Closing her eyes, she settled back in her chair, saying, "Think about what you would do. She's the last of the sentinels you created. Would you throw that away?" The rocking chair creaked softly, its gentle sound soothing in the hush. "I shouldn't have let Cassandra take her away."
Morgan withdrew his hand. "It is too late for regrets." He threw Julienne a final ominous look, then turned a lessening frown toward Anlese. "Not that she is needed now."
"I know." She sighed heavily. It was clear by her sagging shoulders that she was tired. She lifted herself out of the chair and sat down on the edge of the bed, her face pale and disillusioned.
"Poor child. I weep for you." She had earlier bathed away the concealing layers of cosmetics, and her granddaughter looked young, so vulnerable, without her mask. She cast a pleading look at Morgan. "Can't we…?" Her question hung in the air between them.
"Why should we? She has done little to help herself."
"Forgive me for having the heart of a mother, a grandmother…"

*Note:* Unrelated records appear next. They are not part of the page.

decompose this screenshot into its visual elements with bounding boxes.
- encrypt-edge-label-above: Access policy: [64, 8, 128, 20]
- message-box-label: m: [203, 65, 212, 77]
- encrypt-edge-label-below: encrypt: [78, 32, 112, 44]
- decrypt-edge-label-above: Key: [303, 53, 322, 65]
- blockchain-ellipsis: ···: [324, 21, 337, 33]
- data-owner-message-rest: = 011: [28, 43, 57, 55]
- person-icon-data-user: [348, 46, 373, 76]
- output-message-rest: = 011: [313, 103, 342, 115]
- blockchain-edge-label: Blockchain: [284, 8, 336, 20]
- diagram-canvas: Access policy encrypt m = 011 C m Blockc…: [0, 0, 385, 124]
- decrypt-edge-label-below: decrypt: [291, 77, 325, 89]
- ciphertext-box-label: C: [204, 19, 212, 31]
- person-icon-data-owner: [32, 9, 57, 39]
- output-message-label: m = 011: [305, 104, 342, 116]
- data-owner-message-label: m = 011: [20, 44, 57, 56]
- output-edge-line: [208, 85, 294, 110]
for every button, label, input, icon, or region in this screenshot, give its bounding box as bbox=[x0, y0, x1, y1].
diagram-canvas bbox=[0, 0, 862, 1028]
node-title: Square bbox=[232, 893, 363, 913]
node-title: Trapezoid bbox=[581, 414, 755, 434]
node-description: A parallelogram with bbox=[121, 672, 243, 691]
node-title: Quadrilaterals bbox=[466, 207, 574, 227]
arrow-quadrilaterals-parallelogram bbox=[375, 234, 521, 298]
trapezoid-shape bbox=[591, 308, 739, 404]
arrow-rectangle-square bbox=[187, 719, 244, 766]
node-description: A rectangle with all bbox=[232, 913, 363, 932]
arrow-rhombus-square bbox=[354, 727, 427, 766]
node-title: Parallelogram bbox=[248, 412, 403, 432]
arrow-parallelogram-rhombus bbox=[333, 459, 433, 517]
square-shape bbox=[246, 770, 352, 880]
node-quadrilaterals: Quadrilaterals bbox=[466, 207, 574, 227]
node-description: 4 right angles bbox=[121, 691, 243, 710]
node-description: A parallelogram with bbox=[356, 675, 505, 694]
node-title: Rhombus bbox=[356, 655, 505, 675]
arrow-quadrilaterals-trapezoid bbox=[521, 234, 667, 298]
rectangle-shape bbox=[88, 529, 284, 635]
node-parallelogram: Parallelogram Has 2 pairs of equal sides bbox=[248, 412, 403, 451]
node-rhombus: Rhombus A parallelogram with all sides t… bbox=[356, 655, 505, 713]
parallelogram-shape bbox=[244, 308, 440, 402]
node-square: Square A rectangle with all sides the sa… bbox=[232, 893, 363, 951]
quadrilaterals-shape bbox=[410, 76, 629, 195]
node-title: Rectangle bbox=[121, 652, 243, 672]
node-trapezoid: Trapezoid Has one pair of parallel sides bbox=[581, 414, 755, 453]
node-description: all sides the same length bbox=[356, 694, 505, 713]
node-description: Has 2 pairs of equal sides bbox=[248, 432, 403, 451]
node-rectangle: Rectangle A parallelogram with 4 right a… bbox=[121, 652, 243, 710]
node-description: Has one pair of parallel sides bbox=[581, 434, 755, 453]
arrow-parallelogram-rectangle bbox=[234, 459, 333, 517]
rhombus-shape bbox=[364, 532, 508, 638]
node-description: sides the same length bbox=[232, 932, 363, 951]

Anlese caressed Julienne's feverish brow, pushing damp strands of hair away from her face. Julienne shifted restlessly, her breath thin and reedy, as if every rise and fall of her chest pained her. Feeling her grandmother's touch, she opened her eyes. Her pupils were wide and dilated, her unseeing stare glazed with the heat of the febrile disease raging within her body. She struggled to sit up but failed, falling back in a heap, her limbs too weak to support even her frail weight. She sank down onto the white cotton sheets, mumbling unintelligible nonsense words.
Anlese lifted her granddaughter's hand. Kissing it, she cradled it between her own, attempting to soothe the young woman's feverish mind.